Dr. Ken Barger
Anthropology, IUPUI
August 16 2001


E320 North American Indians

CULTURAL ORGANIZATION
of
AMERICAN INDIANS

Zuni Indian pueblo, New Mexico, early 1900s. Zuni illustrates the integrated nature of cultural systems in how the tribe has managed its affairs through kinship and religion. Traditionally, each matrilineal clan has been responsible for certain community activities, such as providing rain or sun priests who decide the appropriate times for planting and harvesting. These priests have been the repositories of generations of empirical observations, and this collective knowledge proved adaptive to a farming subsistence in the arid region in which they live. The religious kiva societies also served important community functions in healing and in the social control of deviants. Kiva members have also served as repositories for generations of experience in managing the well-being of the tribe, and have used this collective wisdom in their responsibilities to the whole community. Understanding the integrated nature of cultural systems is thus important in understanding particular cultures like the Zuni.




Culture is an universal human trait among all ethnic and social groups around the world, including Native Americans (and EuroAmericans, as well). We can therefore compare the human life experience from group to group. One comparison will be between EuroAmerican culture and the different Native American cultures we will examine in class, but we will also compare different Native American cultures with each other, as we establish the broad diversity among American Indians. Cultural Anthropology provides us with a general structure of cultural traits with which we can compare Native Americans with each other and with EuroAmericans. For each culture area that we review, we will examine and compare the following areas of cultural experience:

  1. Background
  2. Languages and Communication
  3. Subsistence Patterns
  4. Social Organization
  5. Political Organization
  6. World View
  7. Religion
  8. Contemporary Native Americans

Students are expected to have a working understanding of these contents of culture as we discuss Native Americans in class.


| EXERCISE GOAL |
Your output should be exactly the lines from the one containing "Describe the element" through the last line of the listing, and nothing else. Pictures stay out.

| DATA TO EXAMINE |
/---

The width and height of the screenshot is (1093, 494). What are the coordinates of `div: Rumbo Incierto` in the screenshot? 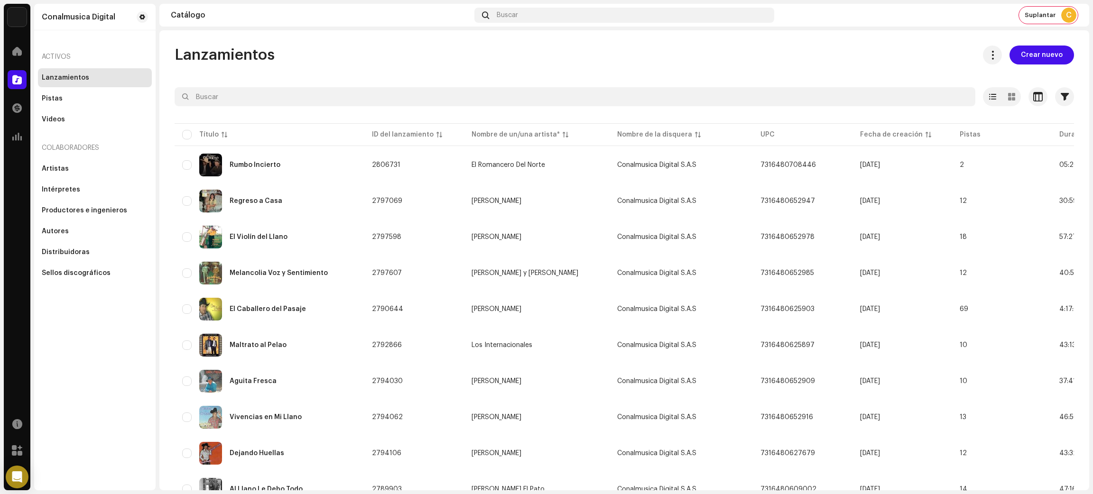 It's located at (255, 165).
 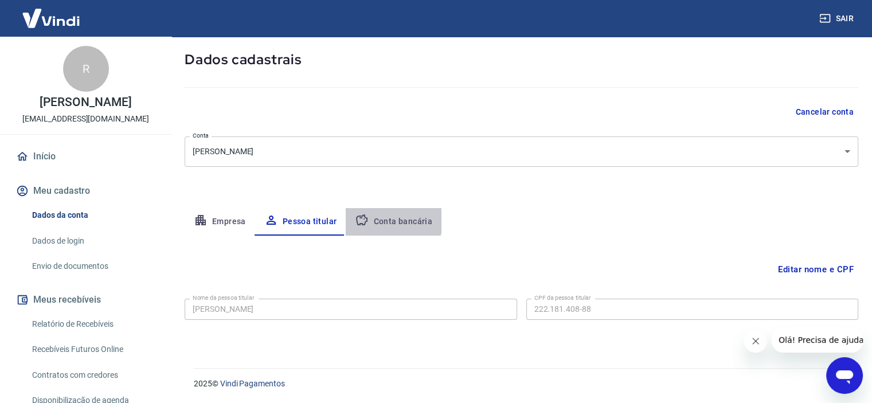 What do you see at coordinates (519, 383) in the screenshot?
I see `p: 2025 ©` at bounding box center [519, 383].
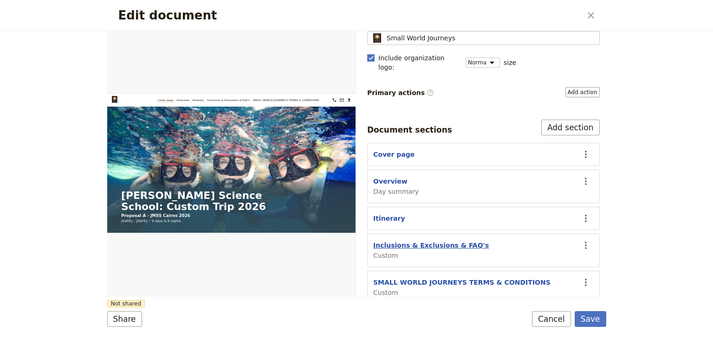  I want to click on button: Save, so click(590, 319).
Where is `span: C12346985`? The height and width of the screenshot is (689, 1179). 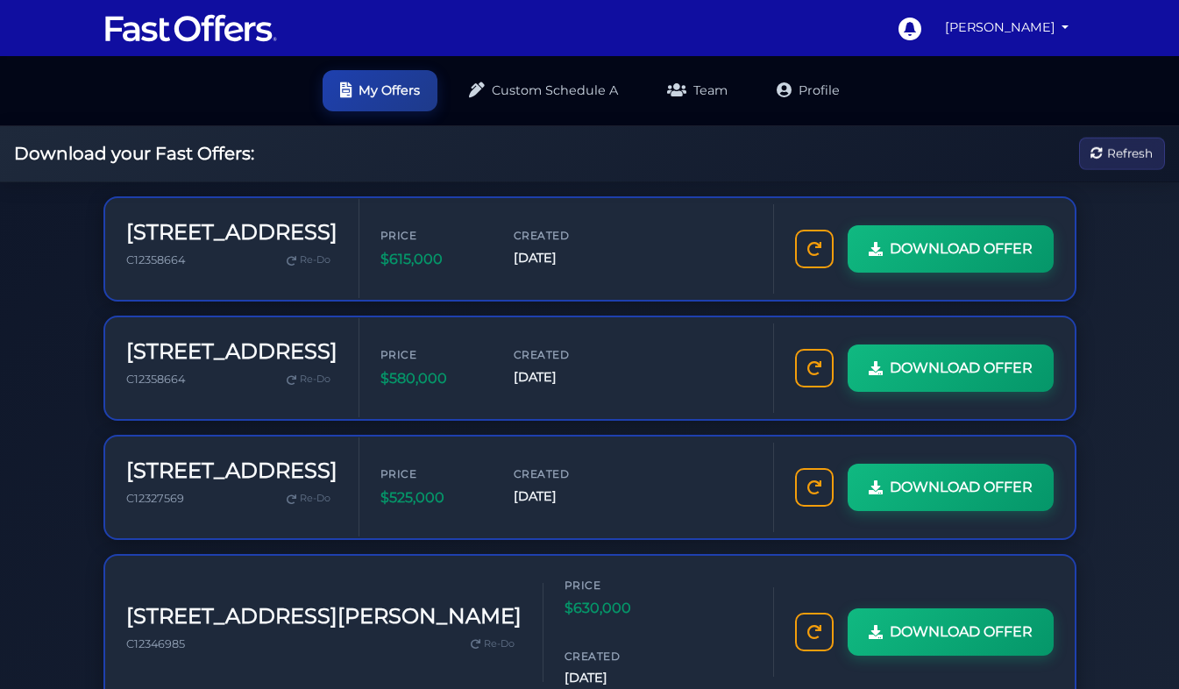 span: C12346985 is located at coordinates (155, 643).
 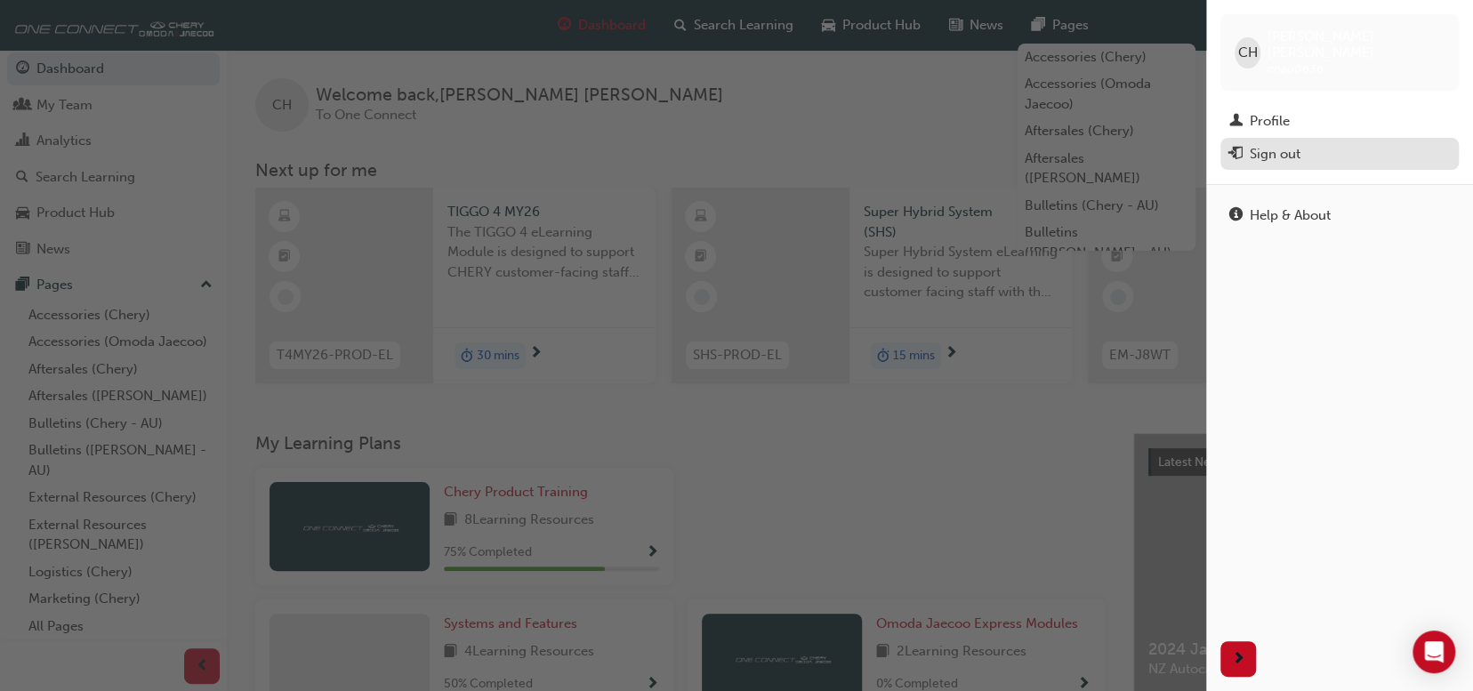 What do you see at coordinates (1290, 215) in the screenshot?
I see `div: Help & About` at bounding box center [1290, 215].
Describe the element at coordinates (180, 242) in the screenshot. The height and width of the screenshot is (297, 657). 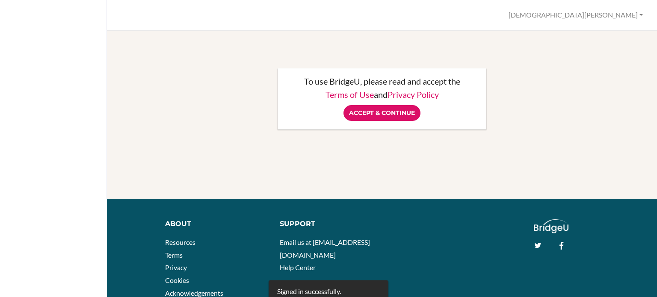
I see `a: Resources` at that location.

\---

| EXPECTED ANSWER |
Describe the element at coordinates (180, 242) in the screenshot. The height and width of the screenshot is (297, 657). 
I see `a: Resources` at that location.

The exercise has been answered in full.